Stage one of his plan required locating Bruno. The representative of the adoption department at the World Wildlife Fund was most helpful. It appeared that Bruno was, indeed, a real bear and had been regularly logged as returning during the summer months to the town of Churchill in Manitoba, Canada, on the shores of Hudson Bay.

Stage two of his plan surprised his relatives as he sold his flat and moved to Churchill, to arrive in the middle of the Arctic winter.

There were no tourists around at that time, and so it gave him an opportunity to make friends with the local people. He claimed to be writing a book on life in remote Arctic settlements.
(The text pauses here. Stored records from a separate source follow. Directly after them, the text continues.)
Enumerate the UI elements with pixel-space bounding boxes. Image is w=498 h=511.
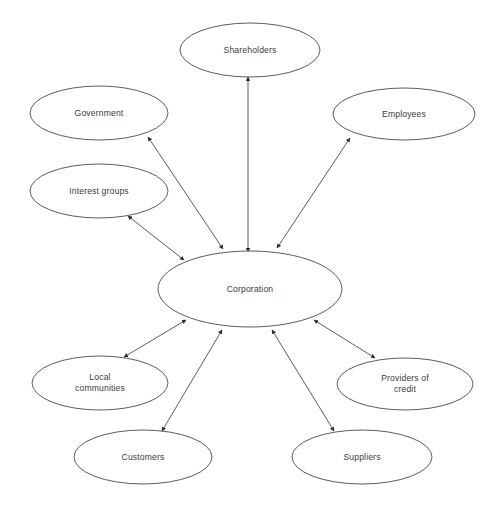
- edge-interest-groups: [128, 216, 184, 260]
- node-shareholders[interactable]: [180, 23, 320, 77]
- edge-suppliers: [272, 330, 334, 431]
- node-corporation[interactable]: [158, 251, 342, 327]
- stakeholder-diagram: CorporationShareholdersGovernmentEmploye…: [0, 0, 498, 511]
- diagram-canvas: [0, 0, 498, 511]
- edge-customers: [162, 330, 222, 431]
- node-customers[interactable]: [74, 430, 212, 484]
- edge-providers-credit: [314, 320, 375, 358]
- node-government[interactable]: [30, 86, 168, 140]
- node-employees[interactable]: [333, 88, 475, 140]
- edge-local-communities: [124, 320, 186, 357]
- edge-employees: [277, 138, 350, 248]
- node-local-communities[interactable]: [32, 356, 168, 410]
- node-providers-credit[interactable]: [337, 358, 473, 410]
- nodes-layer: [30, 23, 475, 484]
- node-interest-groups[interactable]: [30, 164, 168, 218]
- node-suppliers[interactable]: [292, 430, 432, 484]
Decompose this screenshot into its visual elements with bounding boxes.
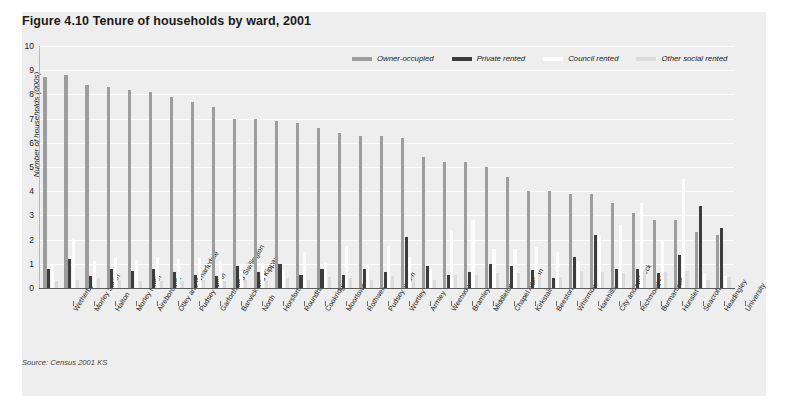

The locals were friendly and welcoming people and eager to talk about their lives and skills. Contributing to Max’s supposed research also added interest to their lives during the unremitting tedium of the winter months.

Max was thus able to study two critical skills, the learning of which constituted stage three of his plan: hunting and cooking.

During his first summer, Max made no attempt to locate Bruno. He accompanied his new friends on hunting expeditions to acquire their expertise, and he took a job as an assistant chef at a local restaurant. There he learned the best local recipes for Beluga whale, seal, over 270 species of sea birds and, of course, polar bear - culinary delights only enjoyed discretely by locals lest the sensibilities of the eco-tourists be offended.

It was the end of his second summer when fellow locals helped Max to load Bruno onto his sledge and accompanied him to the restaurant kitchen. Stage four of his plan would soon be complete.

As Max and all the friends he had made tucked-into polar bear steak au poivre from his own personal bear, he felt a tinge of guilt about his uncharitable attitude to that Christmas gift. Despite his initial reaction, he had proved that a gift of adopting a member of an endangered species could be a life-changing experience.

John and Janet had also noted the way in which their gift had made Max re-think his life, although, admittedly, they had assumed his interest in tracking Bruno to be more akin to that of David Attenborough. Indeed, last Christmas they had chosen to once again not offer Janet in celebration of the Nativity, but rather provide another vicarious animal adoption.

Anja was a Bengal tiger who had been regularly tracked in the mangrove forests of the Sundarbans in Eastern India where the River Ganges meets the Bay of Bengal.

Max had already read some books on Indian cookery and now possessed hunting skills. Tomorrow he would be booking his ticket to Kolkata.